The antithesis of Quine’s “Two Dogmas” model is Carnap’s positivist model. The latter is a two-tier, thoroughly dualistic model, dividing our system of knowledge into two separate parts, Science and Meta-science. The natural and social sciences reside in Science; logic, mathematics, and the legitimate areas of philosophy in Meta-Science. Science is world- or fact-oriented, empirical, subject to standards of truth, and governed by norms of evidence. Meta-science is language-oriented, conventional, not subject to standards of truth, and governed by purely pragmatic norms. The model is characterized by a series of dichotomies: the analytic versus the synthetic, the external versus the internal, the factual versus the conventional, and so on. While some of these dichotomies are not epistemic, they have substantial epistemic ramifications. Take, for example, the analytic-synthetic dichotomy (AS). AS is a linguistic dichotomy, but it is not just any linguistic dichotomy—it is a semantic dichotomy having to do with a central epistemic notion, the notion of truth or truth condition. We can explain the epistemic import of AS as follows: AS postulates a semantic division between statements and theories whose truth is grounded in matters of fact and those whose truth is grounded in something other than fact—meaning, convention, etc. This semantic bifurcation induces an epistemic bifurcation of statements and theories into those whose acceptance, justification, and revision is based on factual or veridical standards and those whose acceptance, justification, and revision is based on conventional or pragmatic standards. To justify a synthetic statement we look for the kind of evidence that is pertinent to fact, to justify an analytic statement we look for the kind of evidence that is pertinent to convention. As a result, a system of knowledge based on AS is inherently dualistic: one part of it is governed by factual norms, the other part by purely pragmatic norms.

Such an epistemic system is highly problematic with respect to both friction and freedom: Theories in the “conventional zone” fail to satisfy the requirements of groundedness in reality and substantiveness, while theories in the “factual zone” fail to satisfy the requirement of (active) freedom.

Quine’s revolution consists in rejecting Carnap’s bifurcation. Instead of the positivist dichotomies, Quine introduces a series of unificatory theses: the Negative Analytic-Synthetic thesis or NAS (my terminology), the Inseparability of Language and Theory, Antireductionism, Universal Revisability, Holism, Interconnectedness, etc. These are augmented by a few additional theses: the Center-Periphery thesis (CP), Pragmatism, Underdetermination, Realism, Scientific Empiricism, etc. The pivotal thesis is NAS. Like AS, NAS is, on the surface, a linguistic thesis, but its deep content is epistemic: Our system of knowledge is a unified system, comprising logic, philosophy and mathematics alongside the social and natural sciences. Each statement and theory in the system is both factual and pragmatic, both governed by veridical norms and governed by pragmatic norms: the norms of (correspondence) truth, evidence, and justification on the one hand; those of explanatory power, fruitfulness and simplicity on the other.

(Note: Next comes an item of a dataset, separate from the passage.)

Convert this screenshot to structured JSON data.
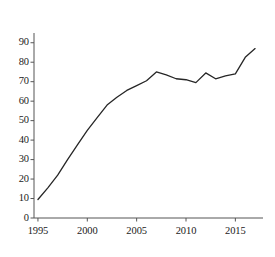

The model appears to satisfy both the requirement of universal friction and that of universal freedom: Every discipline is subject to the constraints of friction—groundedness in reality and substantiveness—and, at the same time, enjoys the privileges of freedom—the freedom to manipulate its theories and their statements according to pragmatic preferences. Logic, in this model, must agree with reality, physics has great latitude in resolving its theoretical and even experimental problems.

NAS, in particular, plays an important role in rendering friction and freedom universally satisfiable. This can be clearly seen by considering (what, on my construal, are) the central epistemic principles underlying it:

4.1 The Complementary Principles of the Unpredictability of Nature and of Maximizing the Maneuverability of Our Cognitive “Forces”

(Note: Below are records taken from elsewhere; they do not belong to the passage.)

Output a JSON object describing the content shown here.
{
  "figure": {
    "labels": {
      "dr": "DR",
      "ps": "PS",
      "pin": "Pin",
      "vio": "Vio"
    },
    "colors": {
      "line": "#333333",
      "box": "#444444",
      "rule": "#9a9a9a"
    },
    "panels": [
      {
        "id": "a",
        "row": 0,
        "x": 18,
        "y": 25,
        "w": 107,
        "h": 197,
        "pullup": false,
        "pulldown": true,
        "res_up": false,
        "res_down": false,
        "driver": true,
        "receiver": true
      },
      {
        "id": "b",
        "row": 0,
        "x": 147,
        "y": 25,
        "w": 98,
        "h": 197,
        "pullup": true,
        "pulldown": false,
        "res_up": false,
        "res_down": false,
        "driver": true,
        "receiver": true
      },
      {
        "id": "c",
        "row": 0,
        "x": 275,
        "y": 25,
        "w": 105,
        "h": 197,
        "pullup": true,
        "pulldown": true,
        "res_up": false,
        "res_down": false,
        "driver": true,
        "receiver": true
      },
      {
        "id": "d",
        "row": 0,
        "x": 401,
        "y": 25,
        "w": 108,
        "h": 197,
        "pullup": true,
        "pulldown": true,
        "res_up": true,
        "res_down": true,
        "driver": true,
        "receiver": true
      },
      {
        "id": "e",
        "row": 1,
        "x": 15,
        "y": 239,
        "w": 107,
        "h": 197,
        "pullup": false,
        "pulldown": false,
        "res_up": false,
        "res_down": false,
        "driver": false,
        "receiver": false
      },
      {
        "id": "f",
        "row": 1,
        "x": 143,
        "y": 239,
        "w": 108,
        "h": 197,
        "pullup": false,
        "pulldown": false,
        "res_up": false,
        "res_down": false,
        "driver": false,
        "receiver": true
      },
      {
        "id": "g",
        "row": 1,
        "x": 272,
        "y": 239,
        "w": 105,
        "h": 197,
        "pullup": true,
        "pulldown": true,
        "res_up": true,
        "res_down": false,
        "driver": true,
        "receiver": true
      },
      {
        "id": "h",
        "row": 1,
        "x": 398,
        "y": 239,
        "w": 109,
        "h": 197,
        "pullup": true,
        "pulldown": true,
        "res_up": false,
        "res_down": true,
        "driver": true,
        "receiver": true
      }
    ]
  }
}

AS gives rise to a traditional methodology of verification and falsification. Synthetic truth is factual and as such requires factual support; analytic truth is non-factual, and as such is not receptive to such support. Synthetic items of knowledge are world-oriented; analytic items of knowledge are language- or mind-oriented. The former are vulnerable to confutation by Nature, the latter are not. This approach, however, Quine argues, is unwarranted. No theory, history teaches us, is immune to revision based on fact, and any theory can be either saved from revision or subjected to one based on pragmatic considerations. Logic may be revised based on experience (as quantum logicians require), and physical experiments may be disregarded based on the overall effectiveness of our world theory. More importantly, in my view, this traditional methodology imperils our knowledge by making unwarranted assumptions on the security of certain regions of knowledge. Metaphorically, we can put it in this form:

The analytic–synthetic dichotomy creates a false line of defense against nature. Nature, the analytic–synthetic dichotomy induces us to believe, is in principle incapable of threatening the analytic zone of our knowledge. But nature might (and some say, does) find ways to encroach upon this zone. The analytic–synthetic policy of complacency in the analytic zone, careful measures for establishing the correctness of our theories in the synthetic zone, is therefore unwarranted. We do not know in advance where nature will choose to strike next, and by restricting our defenses to the synthetic front of knowledge, are we not creating an epistemic Maginot line? As a matter of prudent strategy it is incumbent upon us to maximize the maneuverability of our cognitive resources, and just this is accomplished by NAS (Sher 1999a, pp. 504–505).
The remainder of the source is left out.